Hadley Wickham | |
---|---|
Hadley Wickham in 2015 | |
Born | Hadley Alexander Wickham 14 October 1979 Hamilton, New Zealand |
Alma mater | University of Auckland (BSc, MSc) Iowa State University (PhD) |
Known for | ggplot2[1] tidyverse R packages |
Awards |
|
Scientific career | |
Fields | |
Institutions |
|
Thesis | Practical tools for exploring data and models (2008) |
Doctoral advisors |
|
Website | hadley |
Hadley Alexander Wickham (born 14 October 1979) is a New Zealand statistician known for his work on open-source software for the R statistical programming environment. He is the chief scientist at Posit, PBC and an adjunct professor of statistics at the University of Auckland, Stanford University, and Rice University. His work includes the data visualisation system ggplot2 and the tidyverse, a collection of R packages for data science based on the concept of tidy data.
Wickham was born in Hamilton, New Zealand. He received a Bachelors degree in Human Biology and a masters degree in statistics at the University of Auckland in 1999–2004 and his PhD at Iowa State University in 2008 supervised by Di Cook and Heike Hofmann.[3][4] He is the chief scientist at Posit, PBC (formerly RStudio)[5] and an adjunct professor of statistics at the University of Auckland, Stanford University, and Rice University.[6][7][8]
Wickham is a prominent and active member of the R user community and has developed several notable and widely used packages including ggplot2, plyr, dplyr, and reshape2.[8][9] Wickham's data analysis packages for R are collectively known as the tidyverse.[10] According to Wickham's tidy data approach, each variable should be a column, each observation should be a row, and each type of observational unit should be a table.[11]
In 2006 he was awarded the John Chambers Award for Statistical Computing for his work developing tools for data reshaping and visualisation.[12] Wickham was named a Fellow by the American Statistical Association in 2015 for "pivotal contributions to statistical practice through innovative and pioneering research in statistical graphics and computing".[13] Wickham was awarded the international COPSS Presidents' Award in 2019 for "influential work in statistical computing, visualisation, graphics, and data analysis" including "making statistical thinking and computing accessible to a large audience".[14]
Wickham's sister Charlotte Wickham is also a statistician.[15]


Requirement:
The entries below should be transcribed exactly, every one of them.

---

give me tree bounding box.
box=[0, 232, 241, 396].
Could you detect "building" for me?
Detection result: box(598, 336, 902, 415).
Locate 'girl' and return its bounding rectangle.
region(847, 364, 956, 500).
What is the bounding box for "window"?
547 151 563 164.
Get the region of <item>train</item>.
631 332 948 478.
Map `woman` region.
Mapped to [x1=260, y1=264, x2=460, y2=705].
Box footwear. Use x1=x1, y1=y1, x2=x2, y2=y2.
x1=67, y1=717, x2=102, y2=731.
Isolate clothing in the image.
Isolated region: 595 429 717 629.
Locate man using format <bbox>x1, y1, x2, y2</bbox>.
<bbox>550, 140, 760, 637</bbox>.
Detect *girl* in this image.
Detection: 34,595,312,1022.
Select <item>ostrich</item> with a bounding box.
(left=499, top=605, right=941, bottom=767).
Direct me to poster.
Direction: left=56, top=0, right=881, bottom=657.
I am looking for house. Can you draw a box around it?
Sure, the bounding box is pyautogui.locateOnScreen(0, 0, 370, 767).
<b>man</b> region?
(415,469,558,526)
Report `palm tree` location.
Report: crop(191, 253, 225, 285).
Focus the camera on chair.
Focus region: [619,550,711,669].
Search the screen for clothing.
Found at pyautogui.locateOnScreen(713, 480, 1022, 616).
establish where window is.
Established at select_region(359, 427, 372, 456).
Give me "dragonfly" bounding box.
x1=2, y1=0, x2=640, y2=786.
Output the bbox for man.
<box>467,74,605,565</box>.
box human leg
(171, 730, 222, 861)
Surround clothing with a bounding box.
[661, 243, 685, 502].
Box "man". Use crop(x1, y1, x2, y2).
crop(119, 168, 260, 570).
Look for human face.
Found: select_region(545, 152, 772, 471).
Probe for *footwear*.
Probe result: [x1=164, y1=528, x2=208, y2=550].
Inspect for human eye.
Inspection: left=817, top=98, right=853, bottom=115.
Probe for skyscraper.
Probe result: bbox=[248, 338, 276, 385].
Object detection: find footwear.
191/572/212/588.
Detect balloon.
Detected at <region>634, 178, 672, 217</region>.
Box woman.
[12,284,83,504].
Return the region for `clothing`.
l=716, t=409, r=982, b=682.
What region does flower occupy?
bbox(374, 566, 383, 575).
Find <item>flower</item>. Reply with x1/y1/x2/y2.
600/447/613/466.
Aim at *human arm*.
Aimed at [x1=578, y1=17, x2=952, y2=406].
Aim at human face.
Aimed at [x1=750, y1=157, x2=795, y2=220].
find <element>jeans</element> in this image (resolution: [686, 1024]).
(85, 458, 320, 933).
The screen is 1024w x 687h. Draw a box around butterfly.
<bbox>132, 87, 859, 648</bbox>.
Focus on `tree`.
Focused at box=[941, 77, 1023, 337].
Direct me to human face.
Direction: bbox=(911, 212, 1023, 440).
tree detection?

---

Response area:
give me tree bounding box.
box=[0, 232, 241, 396].
Could you detect "building" for me?
Detection result: box(598, 336, 902, 415).
Locate 'girl' and return its bounding rectangle.
region(847, 364, 956, 500).
What is the bounding box for "window"?
547 151 563 164.
Get the region of <item>train</item>.
631 332 948 478.
Map `woman` region.
Mapped to [x1=260, y1=264, x2=460, y2=705].
Box footwear. Use x1=x1, y1=y1, x2=x2, y2=y2.
x1=67, y1=717, x2=102, y2=731.
Isolate clothing in the image.
Isolated region: 595 429 717 629.
Locate man using format <bbox>x1, y1, x2, y2</bbox>.
<bbox>550, 140, 760, 637</bbox>.
Detect *girl* in this image.
Detection: 34,595,312,1022.
Select <item>ostrich</item> with a bounding box.
(left=499, top=605, right=941, bottom=767).
Direct me to poster.
Direction: left=56, top=0, right=881, bottom=657.
I am looking for house. Can you draw a box around it?
Sure, the bounding box is pyautogui.locateOnScreen(0, 0, 370, 767).
<b>man</b> region?
(415,469,558,526)
Report `palm tree` location.
Report: crop(191, 253, 225, 285).
Focus the camera on chair.
Focus region: [619,550,711,669].
Search the screen for clothing.
Found at pyautogui.locateOnScreen(713, 480, 1022, 616).
establish where window is.
Established at select_region(359, 427, 372, 456).
Give me "dragonfly" bounding box.
x1=2, y1=0, x2=640, y2=786.
Output the bbox for man.
<box>467,74,605,565</box>.
box human leg
(171, 730, 222, 861)
Surround clothing with a bounding box.
[661, 243, 685, 502].
Box "man". Use crop(x1, y1, x2, y2).
crop(119, 168, 260, 570).
Look for human face.
Found: select_region(545, 152, 772, 471).
Probe for *footwear*.
Probe result: [x1=164, y1=528, x2=208, y2=550].
Inspect for human eye.
Inspection: left=817, top=98, right=853, bottom=115.
Probe for skyscraper.
Probe result: bbox=[248, 338, 276, 385].
Object detection: find footwear.
191/572/212/588.
Detect balloon.
Detected at <region>634, 178, 672, 217</region>.
Box woman.
[12,284,83,504].
Return the region for `clothing`.
l=716, t=409, r=982, b=682.
What region does flower occupy?
bbox(374, 566, 383, 575).
Find <item>flower</item>. Reply with x1/y1/x2/y2.
600/447/613/466.
Aim at *human arm*.
Aimed at [x1=578, y1=17, x2=952, y2=406].
Aim at human face.
Aimed at [x1=750, y1=157, x2=795, y2=220].
find <element>jeans</element> in this image (resolution: [686, 1024]).
(85, 458, 320, 933).
The screen is 1024w x 687h. Draw a box around butterfly.
<bbox>132, 87, 859, 648</bbox>.
Focus on `tree`.
Focused at box=[941, 77, 1023, 337].
Direct me to human face.
Direction: bbox=(911, 212, 1023, 440).
tree detection?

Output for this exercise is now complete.